For many Americans, blowing up the global status quo is seen as a necessary precondition for the revival of American greatness. The sense of American victimhood that lies behind this kind of thinking has triggered nothing less than a deep-seated Gulliver complex at work on a world stage.
There’s a near continuous barrage of negativity coming out of the United States these days. Most recently, President Donald Trump launched a concerted attack on the American-devised World Trade Organization. “I don’t know why we’re in it,” he said. “The WTO is designed by the rest of the world to screw the United States.”
The latest news out of Washington is a leaked draft of Trump’s proposed United States Fair and Reciprocal Tariff Act, which would give the president unprecedented powers to unilaterally withdraw from WTO so he can pursue his goal of one-on-one trade deals.
But, of course, WTO is not the only trading institution to feel the wrath of Trump. He’s openly intimidating Canada and Mexico, long-standing trading partners of the United States, and has made significant threats towards the European Union, which he recently described as “worse than China.”
Amazingly, the domestic response to Trump’s actions has been all too subdued. Consider the following from movie director David Lynch: “Donald Trump could go down as one of the greatest presidents in history because he has disrupted the thing so much. No one is able to counter this guy in an intelligent way.”
For many Americans, Trump’s attacks are liberating. The irony in this position is overwhelming, for the post-war status quo has the stamps of American idealism and system design all over it.
Dean Acheson (1893-1971), a U.S. secretary of state in the administration of Harry S. Truman, in his book Present at the Creation analyzes the role of the United States in fashioning the post-war world. Acheson was not only present at the creation, he was one of the principal architects of international institutions that generated one of the longest periods of broad-spectrum prosperity in history.
Given these contradictory impulses, what explains the stubborn popularity of the most polarizing president in the history of the United States?
Certain Americans have developed a sense that ‘little people’ are encumbering their greatness. The perceived grievance seems to involve a global conspiracy that has bound the United States in institutions, agreements and one-sided trade deals that have hobbled this once noble and exceptional nation, leaving it reduced and humiliated.
Regrettably, many Americans view the world through a Disney-like lens. In this worldview, there’s one real country surrounded by a host of fairyland nations that are childlike clichés rather than serious peoples.
Americans affected by this complex seem suddenly to have awoken to a Gulliver’s Travels moment. In Jonathan Swift’s famous novel, Gulliver, having been shipwrecked on a faraway island, wakes with a shock: “I felt something alive moving on my left leg … when bending my eyes downwards as much as I could, I perceived it to be a human creature not six inches high.”
Alas, these Lilliputians had bound our giant Gulliver to the ground, leaving him helpless and humiliated. In Swift’s savage satire, the Lilliputians are both physically and morally inferior to Gulliver. They are arrogant, selfish, deceitful and yet surprisingly dangerous despite their diminished stature.
A growing proportion of Americans see themselves trapped in similar fashion. This Gulliver complex and the corresponding sense of victimhood are rooted in the idea of American exceptionalism.
Americans have believed themselves special from the moment of the nation’s birth. As the original Puritans disembarked upon arrival in the New World, they promised to “be as a city upon a hill.”
Thomas Paine described America as a “beacon of liberty for the world.” Abraham Lincoln proclaimed the United States to be “The last best hope for mankind.” More recently, John F. Kennedy declared “More than any other people on Earth, we bear burdens and accept risks unprecedented in their size and duration, not for ourselves alone, but for all who wish to be free.”
Obviously, if jobs are in short supply for this exceptional nation, it must be somebody else’s fault. Regrettably, there may be just enough Americans who suffer from this complex to swing the approaching mid-term elections.
If so, this deeply-conflicted titan will continue to destroy its own creation until its bubble has burst. Unfortunately, the rest of us are being dragged along for the ride.
Robert McGarvey is an economic historian and former managing director of Merlin Consulting, a London, U.K.-based consulting firm. Robert’s most recent book is Futuromics: A Guide to Thriving in Capitalism’s Third Wave.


* **Task directions**
Starting at the line that contains "Search the screen for dessert.", write out each line through the end of the data below, exactly as it stands. Skip any pictures.

* **Stored items**
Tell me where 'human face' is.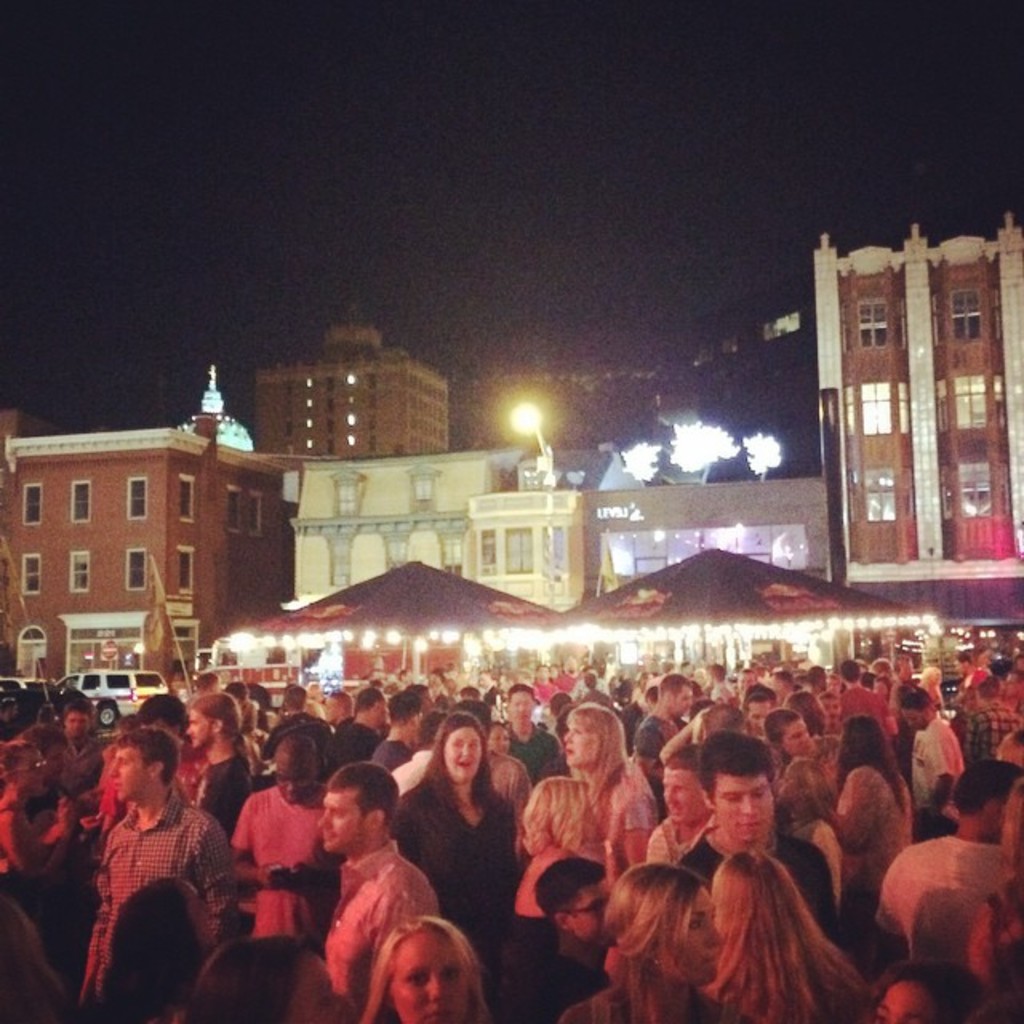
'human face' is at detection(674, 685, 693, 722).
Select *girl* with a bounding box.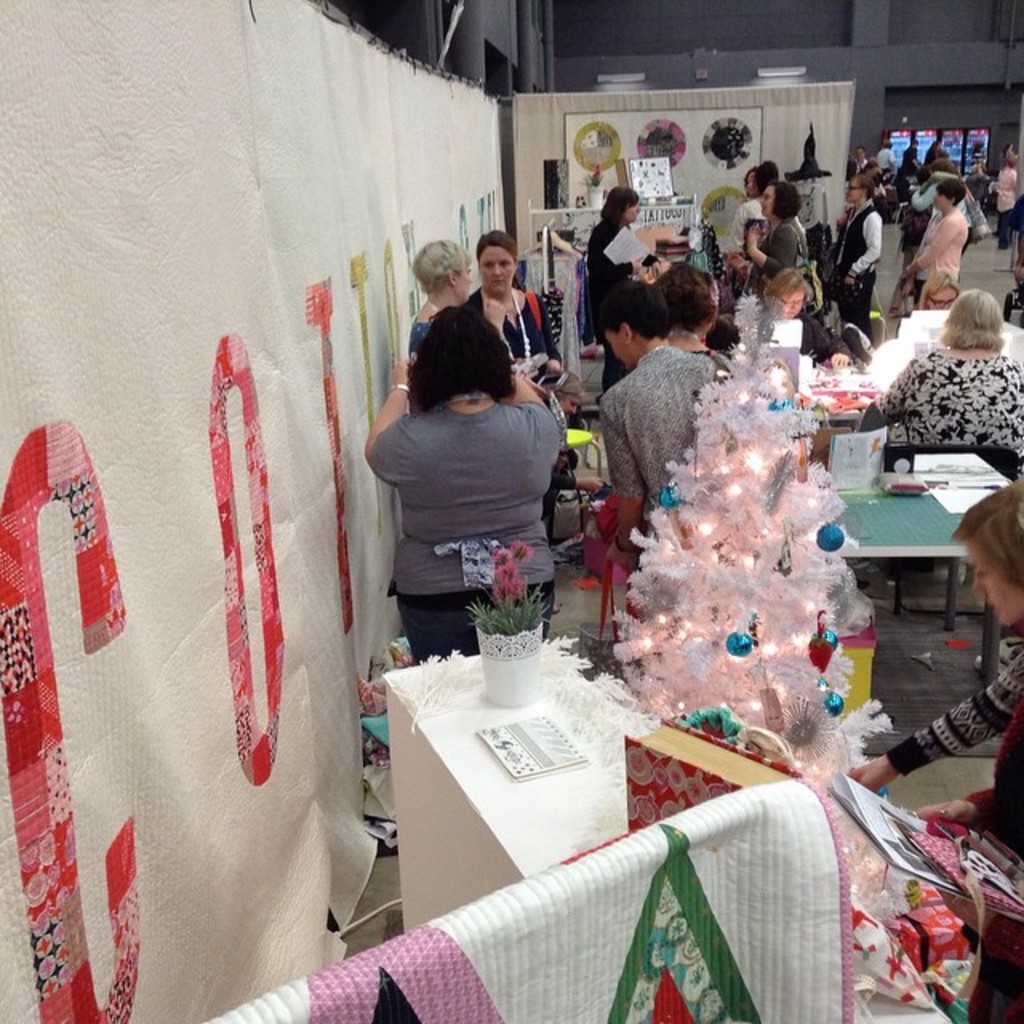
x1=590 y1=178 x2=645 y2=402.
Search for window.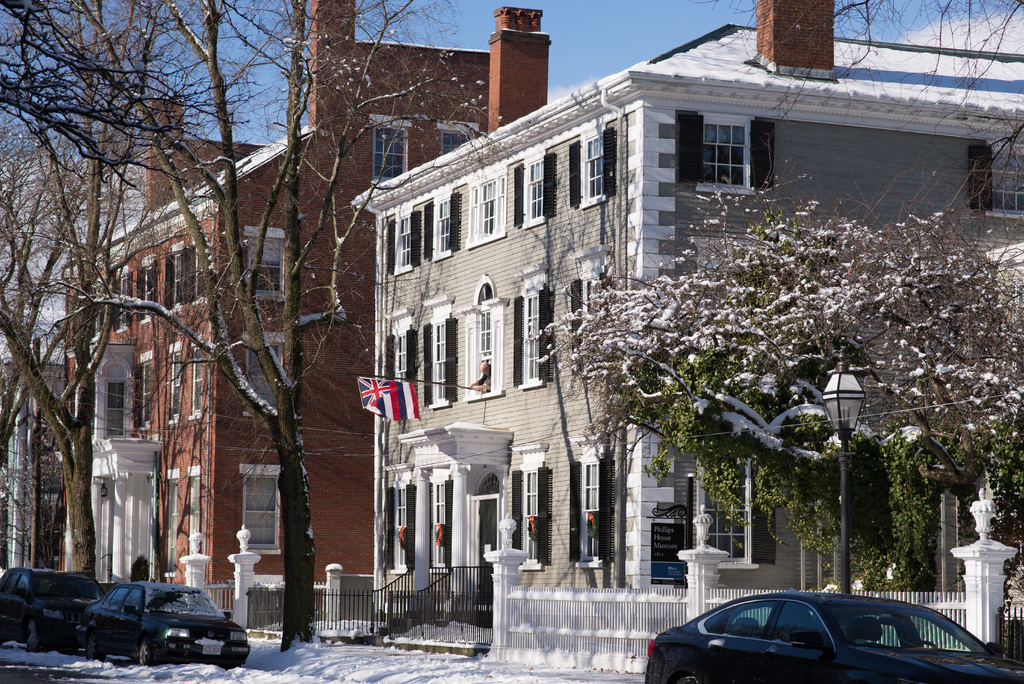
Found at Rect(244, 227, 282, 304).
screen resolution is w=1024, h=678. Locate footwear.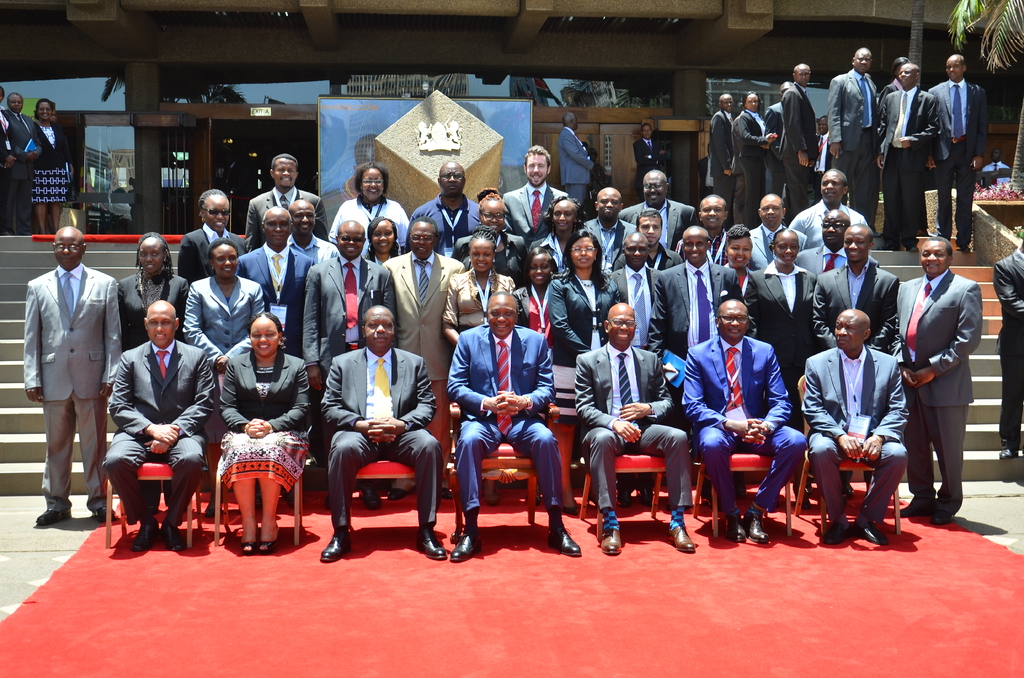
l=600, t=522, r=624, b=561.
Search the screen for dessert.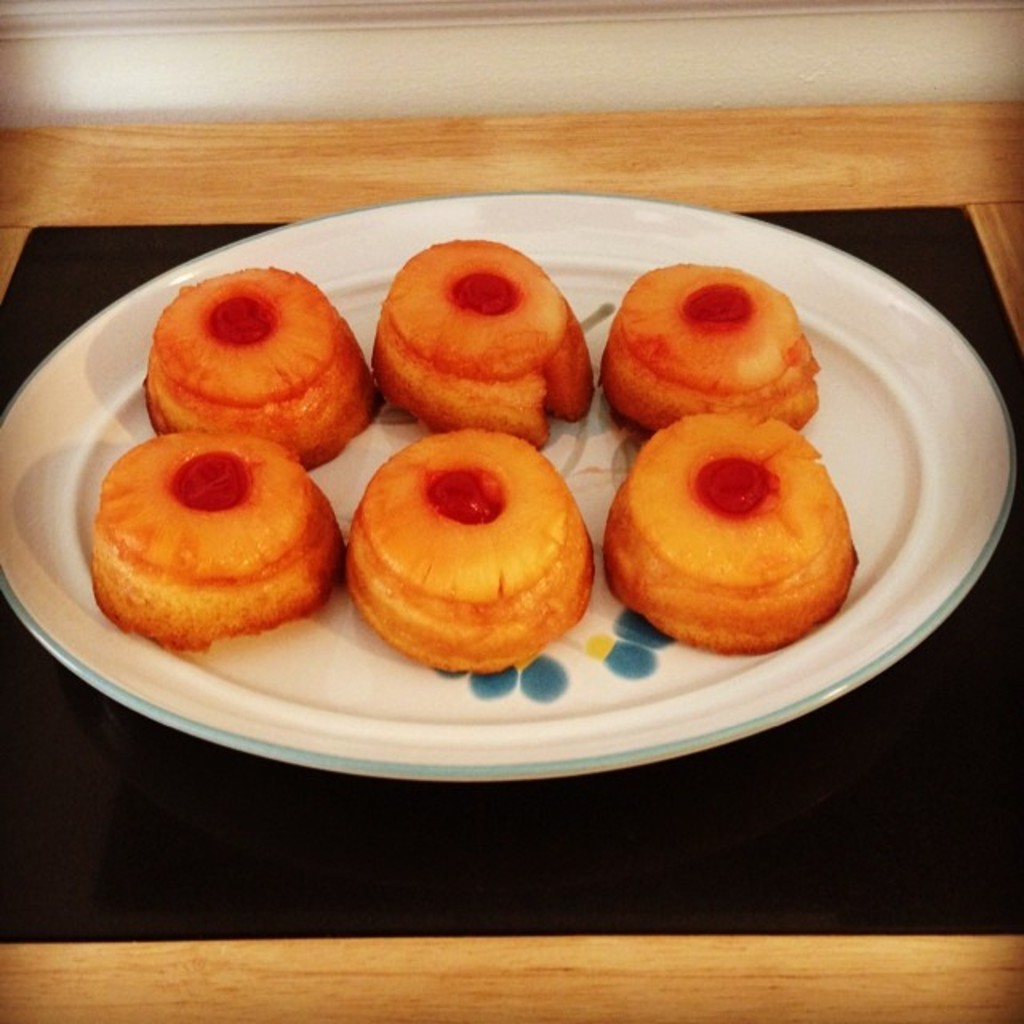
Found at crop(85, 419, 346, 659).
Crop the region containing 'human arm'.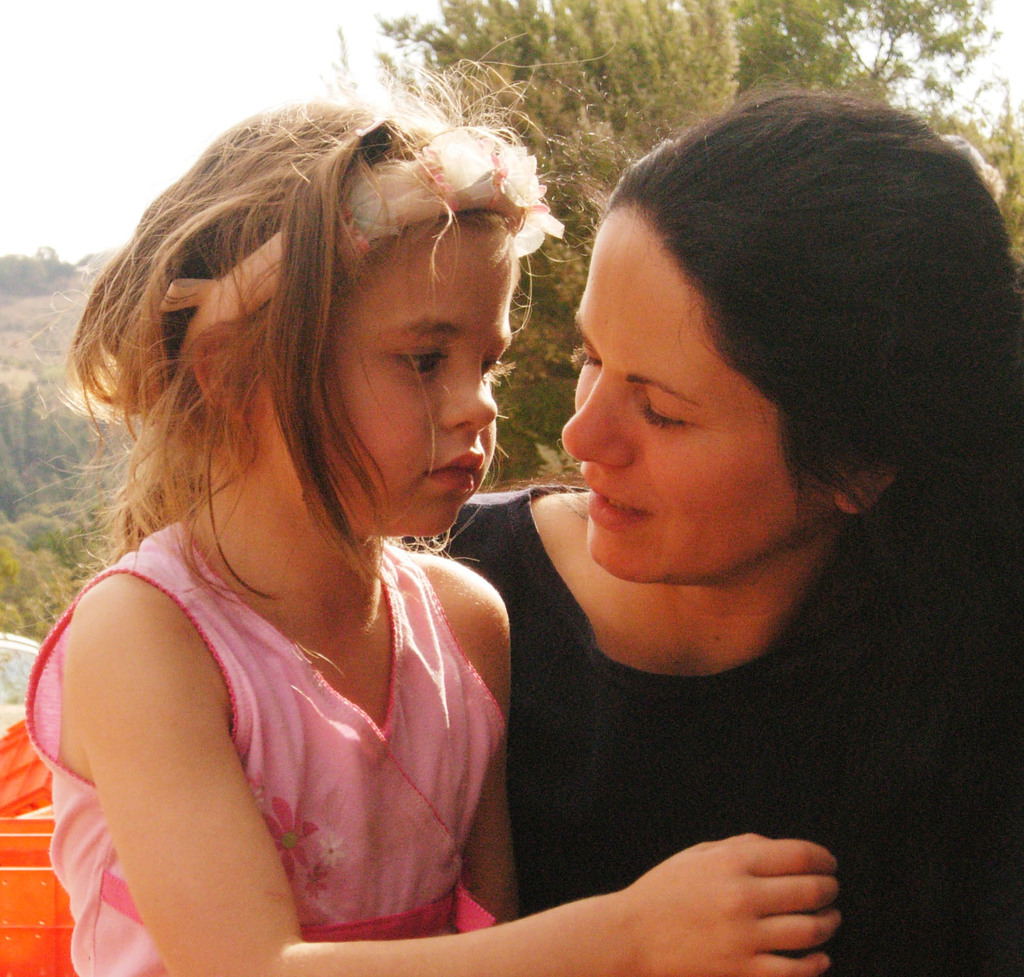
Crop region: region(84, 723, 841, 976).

* **Written solution**
Search the screen for dessert.
Found at crop(85, 419, 346, 659).
Crop the region containing 'human arm'.
Crop region: region(84, 723, 841, 976).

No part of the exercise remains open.